* **Data records**

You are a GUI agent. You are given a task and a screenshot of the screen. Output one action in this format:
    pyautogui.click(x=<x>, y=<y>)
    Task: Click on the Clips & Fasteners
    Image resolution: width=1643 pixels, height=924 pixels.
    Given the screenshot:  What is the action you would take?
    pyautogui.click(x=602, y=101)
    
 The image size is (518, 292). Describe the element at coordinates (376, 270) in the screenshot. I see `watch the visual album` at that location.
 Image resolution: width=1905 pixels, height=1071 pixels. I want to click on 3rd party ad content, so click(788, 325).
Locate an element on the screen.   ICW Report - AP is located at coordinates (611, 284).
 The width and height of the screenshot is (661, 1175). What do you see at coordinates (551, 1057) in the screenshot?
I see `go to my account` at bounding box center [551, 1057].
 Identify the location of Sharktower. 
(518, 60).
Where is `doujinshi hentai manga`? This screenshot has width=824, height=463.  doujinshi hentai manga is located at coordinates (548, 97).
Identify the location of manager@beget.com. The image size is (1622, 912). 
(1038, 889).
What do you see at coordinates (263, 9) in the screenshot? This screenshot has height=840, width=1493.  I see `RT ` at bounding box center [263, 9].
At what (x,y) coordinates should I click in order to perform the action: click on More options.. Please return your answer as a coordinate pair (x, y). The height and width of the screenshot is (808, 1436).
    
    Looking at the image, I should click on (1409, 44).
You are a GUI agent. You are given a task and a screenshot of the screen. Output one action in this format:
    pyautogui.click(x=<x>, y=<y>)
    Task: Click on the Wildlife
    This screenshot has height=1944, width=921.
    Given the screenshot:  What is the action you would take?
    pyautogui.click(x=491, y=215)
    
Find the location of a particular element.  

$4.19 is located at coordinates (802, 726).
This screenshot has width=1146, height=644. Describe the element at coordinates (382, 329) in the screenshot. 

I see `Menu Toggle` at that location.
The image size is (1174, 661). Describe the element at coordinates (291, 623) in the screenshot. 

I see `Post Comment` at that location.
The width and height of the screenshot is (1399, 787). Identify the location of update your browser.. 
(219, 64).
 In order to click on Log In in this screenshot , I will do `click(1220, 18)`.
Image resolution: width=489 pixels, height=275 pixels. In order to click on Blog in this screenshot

* **Your objective**
Extract exactly the leading lines of the data, stopping at and including the line with "Image resolution: width=1643".

* **Task answer**
You are a GUI agent. You are given a task and a screenshot of the screen. Output one action in this format:
    pyautogui.click(x=<x>, y=<y>)
    Task: Click on the Clips & Fasteners
    Image resolution: width=1643 pixels, height=924 pixels.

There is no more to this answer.